Bastable didn't want to speak.

He wanted the hand-cart.

He lowered the corpse of the old woman into the cart and swung the handles to point it towards the house, ignoring the Germans—

And stopped abruptly, as he saw that the German officer was already ahead of him, striding purposefully up the pathway towards the doorway, towards Wimpy.

XIV

Wimpy had acquired a hat from somewhere. When he had got it, Bastable had no idea; but now it was on Wimpy's head

—the old Frenchman's Sunday hat, something like an Anthony Eden homburg, but a French version of it from an earlier era, with different proportions of brim and crown.

dummy4

The trouble was, it suffered from the same defect as the suit itself: it was just one full size too big, so that it came down low on Wimpy's forehead and appeared, indeed, to be resting on his ears; and the net effect of the whole outfit turned Wimpy into a preposterous figure, out of a Charlie Chaplin two-reeler.

But Harry Bastable was a million miles away from the back stalls of the Tivoli Cinema and laughter, as the German officer advanced towards this travesty; half of him wanted to run away, but didn't know where to fun, and the other half wanted to help Wimpy, but didn't know how to do it.

Yet he had to do something, because he couldn't just stand there holding the cart with the old woman on it.

He had come for the cart, and he had got the cart. Only now he had also got the old woman, because that was what the German officer had assumed he had come for. So now he had to behave as the German officer would expect him to behave

—he had to behave as the man he was supposed to be would behave!

The decision was like a spark igniting him into action, releasing him from indecision. One moment the cart was stationary, the next it was almost running away with him: it lurched and bucked as its unsprung bicycle wheels rebounded off unseen obstacles. The old woman lost her second carpet-slipper, bouncing up and moving horribly as though she was alive again before settling finally among the bundles on which she lay. The German officer heard the dummy4

sound of the cart behind him just in time to jump out of its way, almost losing his balance in a clump of delphiniums.

'Onri! Onri!' cried Wimpy. 'Non! Non!'

Bastable pulled back at the cart's momentum, swinging it broadside in front of the doorway, almost tipping its contents at Wimpy's feet—he was aware simultaneously as he fought to hold the handles down that the child was struggling in Wimpy's arms on one side of him and the German officer was trampling down the delphiniums in an effort to keep his footing on the other, and that the old woman's black arm had swung out of the cart and was entangling itself in the spokes of the wheel.
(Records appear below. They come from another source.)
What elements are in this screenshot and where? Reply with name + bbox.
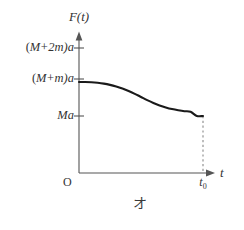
symbol-2m: 2m: [48, 40, 63, 54]
y-tick-label-m-plus-m-a: (M+m)a: [32, 72, 74, 85]
y-axis-label: F(t): [69, 10, 89, 23]
force-curve: [79, 82, 203, 116]
paren-close-a: )a: [64, 71, 74, 85]
operator-plus: +: [46, 71, 54, 85]
x-axis-label: t: [220, 166, 224, 179]
y-tick-label-m-plus-2m-a: (M+2m)a: [26, 41, 74, 54]
origin-label: O: [63, 176, 72, 188]
paren-close-a: )a: [64, 40, 74, 54]
symbol-M: M: [36, 71, 46, 85]
plot-canvas: [0, 0, 244, 230]
y-tick-label-ma: Ma: [57, 109, 74, 122]
symbol-m: m: [55, 71, 64, 85]
x-axis: [79, 170, 215, 177]
y-axis: [76, 32, 83, 174]
symbol-M: M: [30, 40, 40, 54]
force-time-graph-figure: F(t) t O t0 (M+2m)a (M+m)a Ma オ: [0, 0, 244, 230]
x-tick-label-t0: t0: [199, 176, 206, 191]
figure-caption: オ: [133, 196, 147, 210]
t0-subscript: 0: [203, 182, 207, 191]
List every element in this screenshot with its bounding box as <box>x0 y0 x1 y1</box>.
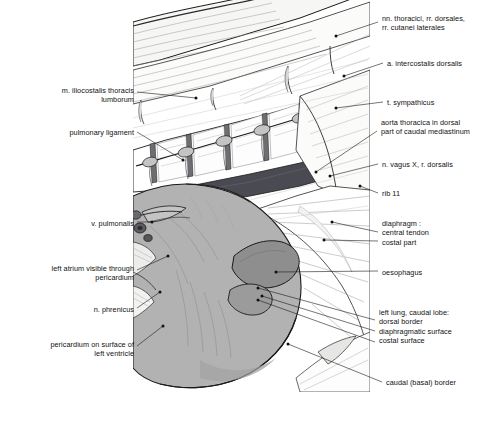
label-rib-11: rib 11 <box>382 189 488 198</box>
label-line: left lung, caudal lobe: <box>379 308 489 317</box>
label-line: rr. cutanei laterales <box>382 23 488 32</box>
label-line: lumborum <box>18 95 134 104</box>
label-diaphragm-group: diaphragm :central tendoncostal part <box>382 219 488 247</box>
label-line: pulmonary ligament <box>18 128 134 137</box>
label-line: nn. thoracici, rr. dorsales, <box>382 14 488 23</box>
label-caudal-basal-border: caudal (basal) border <box>386 378 489 387</box>
label-line: left ventricle <box>6 349 134 358</box>
label-line: n. vagus X, r. dorsalis <box>382 160 488 169</box>
label-oesophagus: oesophagus <box>382 268 488 277</box>
label-line: left atrium visible through <box>6 264 134 273</box>
label-line: n. phrenicus <box>18 305 134 314</box>
label-line: caudal (basal) border <box>386 378 489 387</box>
label-pulmonary-ligament: pulmonary ligament <box>18 128 134 137</box>
label-line: oesophagus <box>382 268 488 277</box>
label-m-iliocostalis-thoracis-lumborum: m. iliocostalis thoracislumborum <box>18 86 134 105</box>
label-v-pulmonalis: v. pulmonalis <box>18 219 134 228</box>
label-line: diaphragmatic surface <box>379 327 489 336</box>
label-n-phrenicus: n. phrenicus <box>18 305 134 314</box>
label-line: pericardium <box>6 273 134 282</box>
label-line: dorsal border <box>379 317 489 326</box>
label-left-atrium-visible-through-pericardium: left atrium visible throughpericardium <box>6 264 134 283</box>
label-line: costal part <box>382 238 488 247</box>
label-n-vagus-x-r-dorsalis: n. vagus X, r. dorsalis <box>382 160 488 169</box>
label-line: m. iliocostalis thoracis <box>18 86 134 95</box>
label-nn-thoracici-rr-dorsales-rr-cutanei-laterales: nn. thoracici, rr. dorsales,rr. cutanei … <box>382 14 488 33</box>
label-line: t. sympathicus <box>387 98 488 107</box>
label-line: aorta thoracica in dorsal <box>381 118 489 127</box>
label-t-sympathicus: t. sympathicus <box>387 98 488 107</box>
illustration-panel <box>131 0 370 392</box>
label-line: part of caudal mediastinum <box>381 127 489 136</box>
label-pericardium-on-surface-of-left-ventricle: pericardium on surface ofleft ventricle <box>6 340 134 359</box>
label-line: v. pulmonalis <box>18 219 134 228</box>
label-line: rib 11 <box>382 189 488 198</box>
label-line: a. intercostalis dorsalis <box>387 59 488 68</box>
label-aorta-thoracica-in-dorsal-part-of-caudal-mediastinum: aorta thoracica in dorsalpart of caudal … <box>381 118 489 137</box>
label-line: costal surface <box>379 336 489 345</box>
label-line: pericardium on surface of <box>6 340 134 349</box>
label-line: diaphragm : <box>382 219 488 228</box>
label-a-intercostalis-dorsalis: a. intercostalis dorsalis <box>387 59 488 68</box>
label-line: central tendon <box>382 228 488 237</box>
label-left-lung-caudal-lobe-group: left lung, caudal lobe:dorsal borderdiap… <box>379 308 489 346</box>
For an instant everything was moving. Then everything stopped: the child, imprisoned in Wimpy's arms, the officer, steady in the flower-bed, and the cart stationary, dusty black arm and limp white hand, veined and mottled with old age, hanging down against the wheel.

He caught his breath and stared at Wimpy anxiously, beginning now to doubt the wisdom of his impetuous action.

He didn't know what he ought to do next, and—what was worse—he didn't know what Wimpy was going to do either, and it was too late to ask, with the German officer here beside them—which was worst of all.

'Onri, Onri,' murmured Wimpy, shaking his head.

'Onri' was what he had cried out before, but Bastable hadn't the faintest idea what the word meant in English.

dummy4

'M'sieur.' The German officer stepped out of the flowerbed on to the gravel path lifting his hand in salute.

'Onri—' Wimpy loosened one arm from the child and pointed towards the cart'—gabble-gabble-gabble madame gabble-gabble-gabble.'

Bastable regarded him with appalled incomprehension, sensing the German officer's scrutiny at the same time, and knowing only that the German understood what had been said to him, but that he did not. He lowered the cart handles to the ground gently, to avoid bringing the old woman to life again, and wiped his sweaty hands nervously

Вы читаете The Hour of the Donkey
Добавить отзыв
ВСЕ ОТЗЫВЫ О КНИГЕ В ИЗБРАННОЕ

0

Вы можете отметить интересные вам фрагменты текста, которые будут доступны по уникальной ссылке в адресной строке браузера.